With the recent signing of the Consolidated Appropriations Act of 2016 (H.R. 2029), President Obama extended a provision through September 2016 that restricts the federal government from interfering with states’ rights to enact their own medical cannabis laws. The legislation, also known as the 2016 Omnibus Spending Bill, included the bipartisan Rohrabacher-Farr Amendment, which prevents the federal government from expending any funds to prevent 33 states from “implementing their own State laws that authorize the use, distribution, possession, or cultivation of medical marijuana.”
As previously reported on Tracking Cannabis, the Rohrabacher-Farr amendment in 2015 provided the grounds used by Marin Alliance for Medical Marijuana (MAMM), one of California’s oldest lawful marijuana dispensaries, to overturn the U.S. Department of Justice’s (DOJ) permanent injunction against MAMM’s distribution of marijuana in violation of the federal Controlled Substances Act (CSA).
In U.S. v. Marin Alliance for Medical Marijuana, the U.S. District Court for the Northern District of California held that the DOJ’s permanent injunction could only be enforced against MAMM insofar as that organization is in violation of “State laws that authorize the use, distribution, possession, or cultivation of medical marijuana.” At the time of the ruling, the Rohrabacher-Farr amendment was set to expire on Dec. 11, 2015. It was renewed one week later.
With the extension of the Rohrabacher-Farr amendment, the right of the states to determine their own laws for medical marijuana use enjoys a shield from federal intervention… at least through Sept. 30, 2016.
Jeff Brown is a partner in Thompson Coburn's Business Litigation Group.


- **Task directions**: In the copy, include every entry exactly but none of the images.
[[ Data for the task open ]]
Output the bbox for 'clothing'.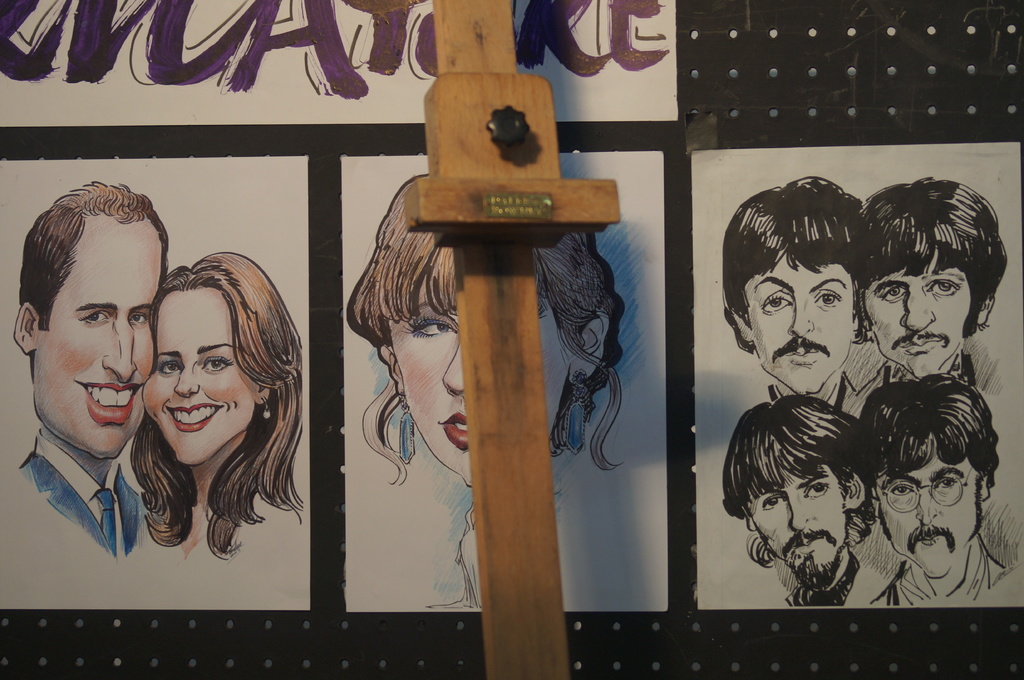
x1=789, y1=555, x2=888, y2=612.
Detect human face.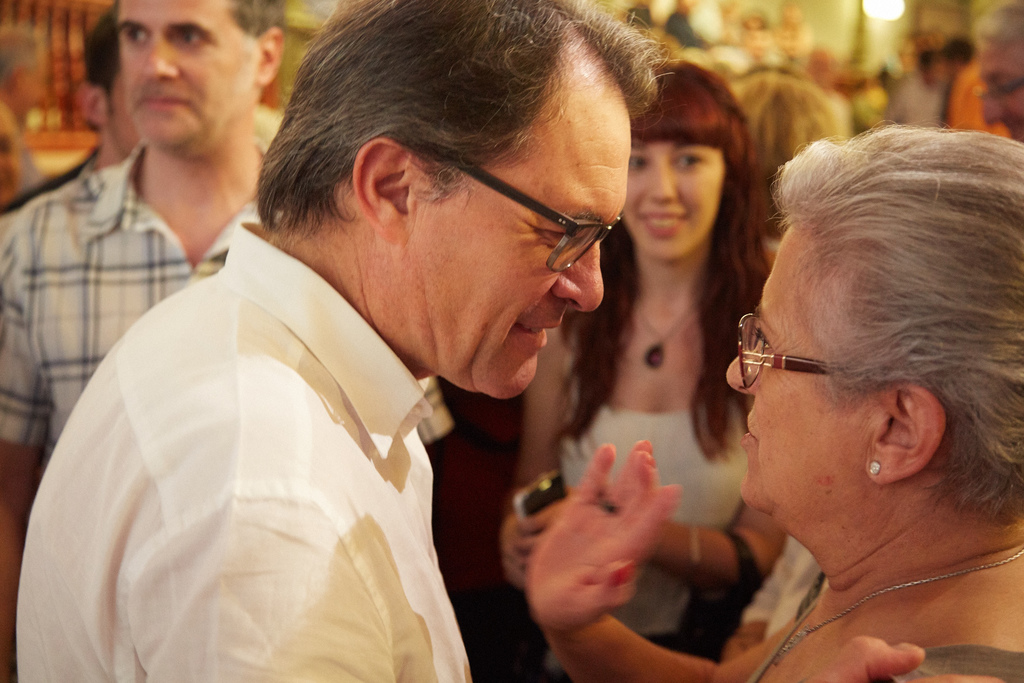
Detected at l=413, t=111, r=629, b=400.
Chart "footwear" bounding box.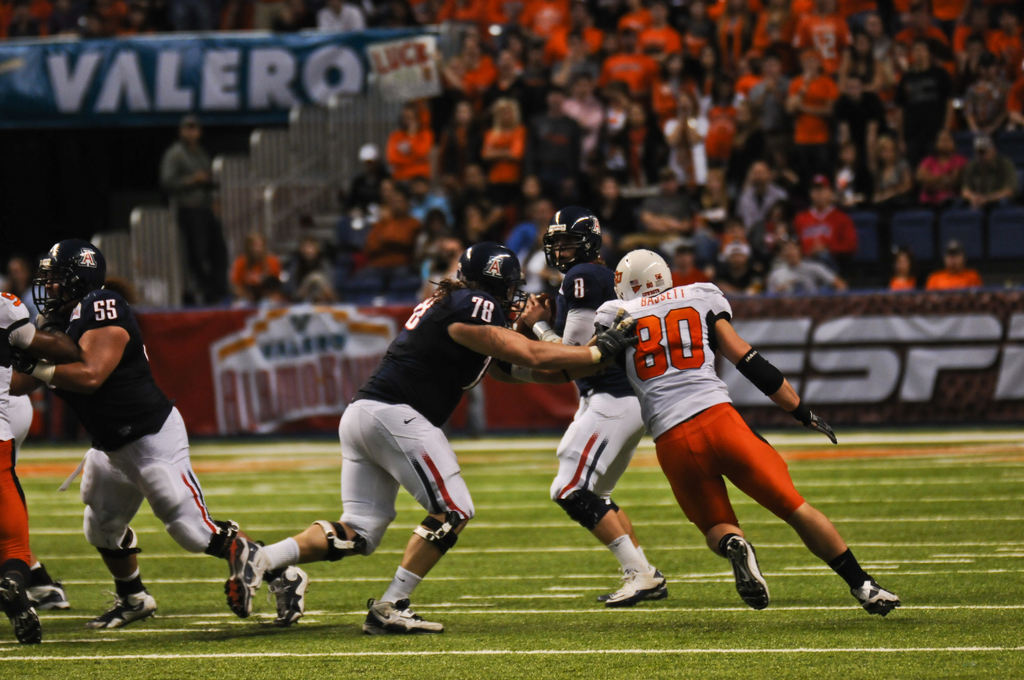
Charted: Rect(0, 576, 41, 644).
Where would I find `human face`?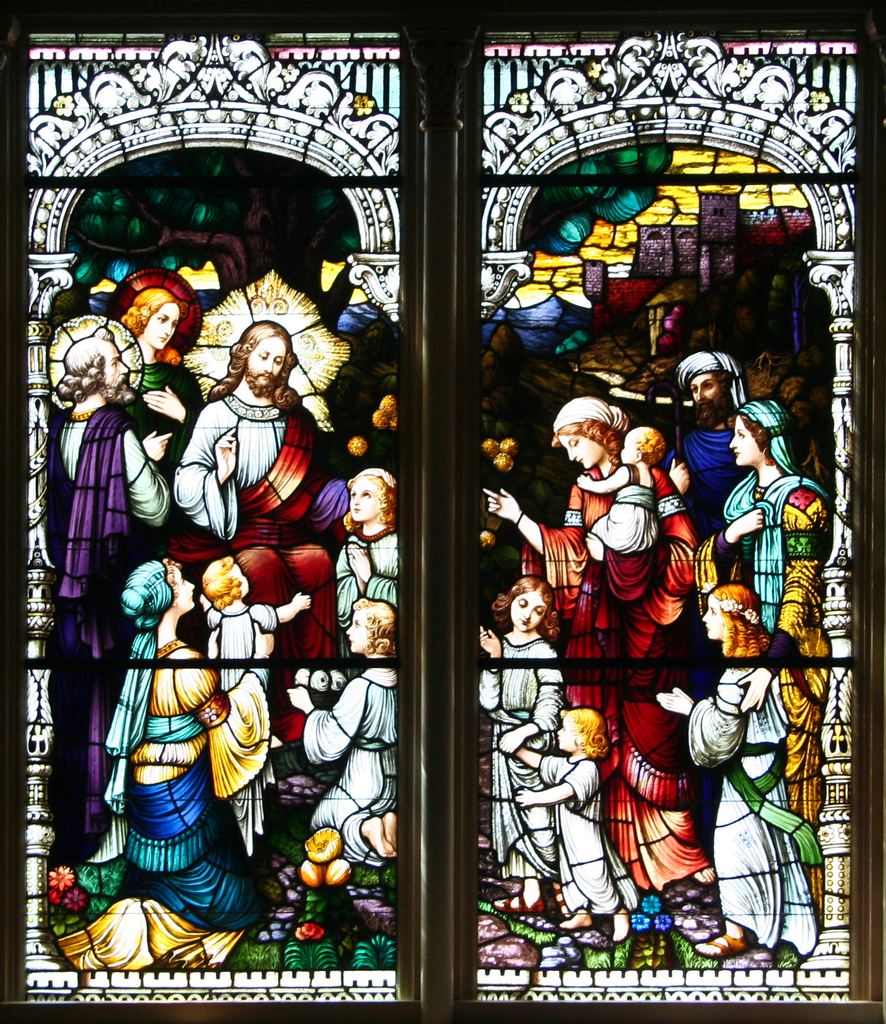
At 562:426:609:467.
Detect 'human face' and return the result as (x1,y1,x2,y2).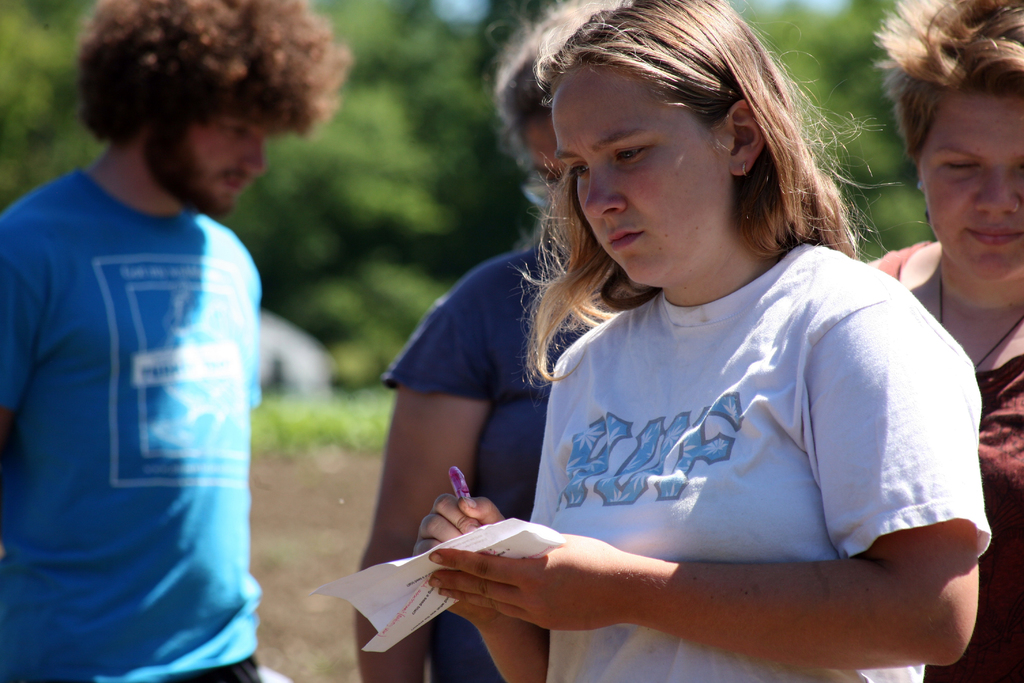
(551,73,731,283).
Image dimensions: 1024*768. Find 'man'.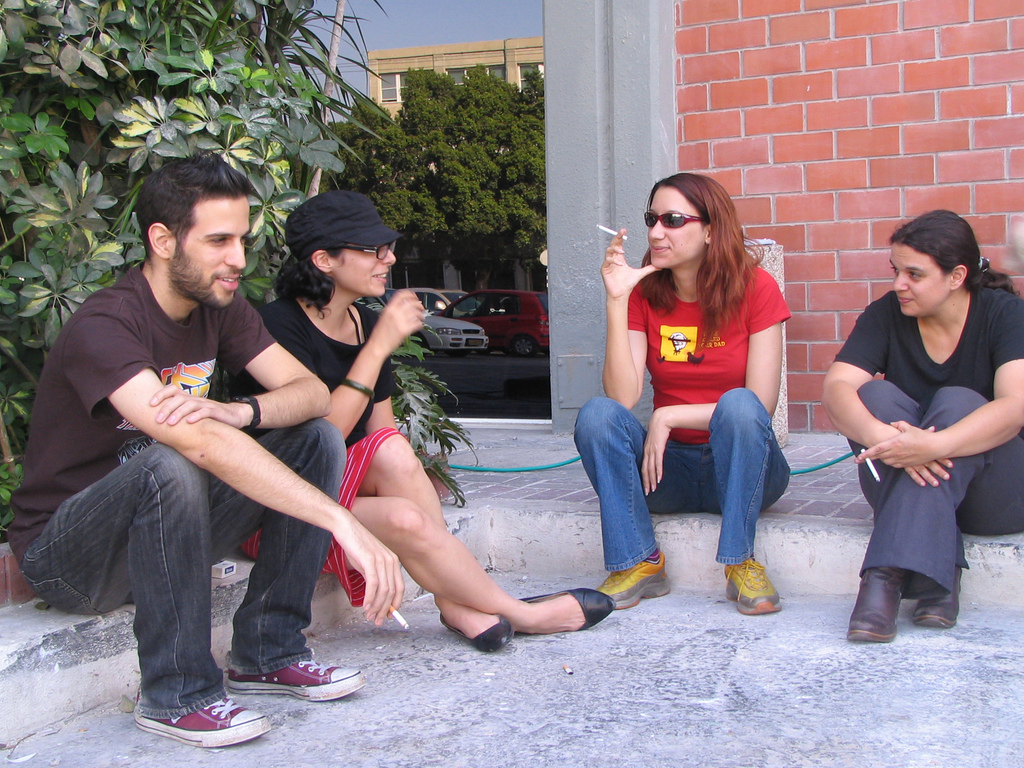
bbox=(2, 154, 410, 750).
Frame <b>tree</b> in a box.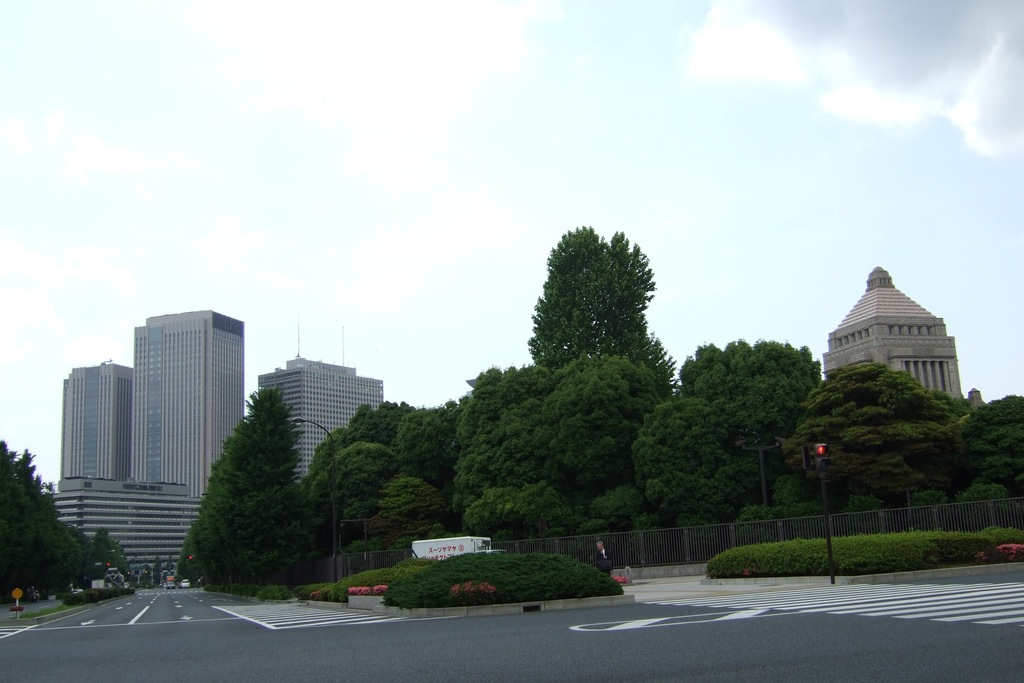
select_region(634, 358, 806, 555).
[[ Data for the task closed ]]
- **Written answer**:
Output the bbox for 'clothing'.
x1=789, y1=555, x2=888, y2=612.
Detect human face.
Detected at l=413, t=111, r=629, b=400.
Chart "footwear" bounding box.
Charted: Rect(0, 576, 41, 644).
Where would I find `human face`?
At 562:426:609:467.
Detect 'human face' and return the result as (x1,y1,x2,y2).
(551,73,731,283).
Image dimensions: 1024*768. Find 'man'.
bbox=(2, 154, 410, 750).
Frame <b>tree</b> in a box.
select_region(634, 358, 806, 555).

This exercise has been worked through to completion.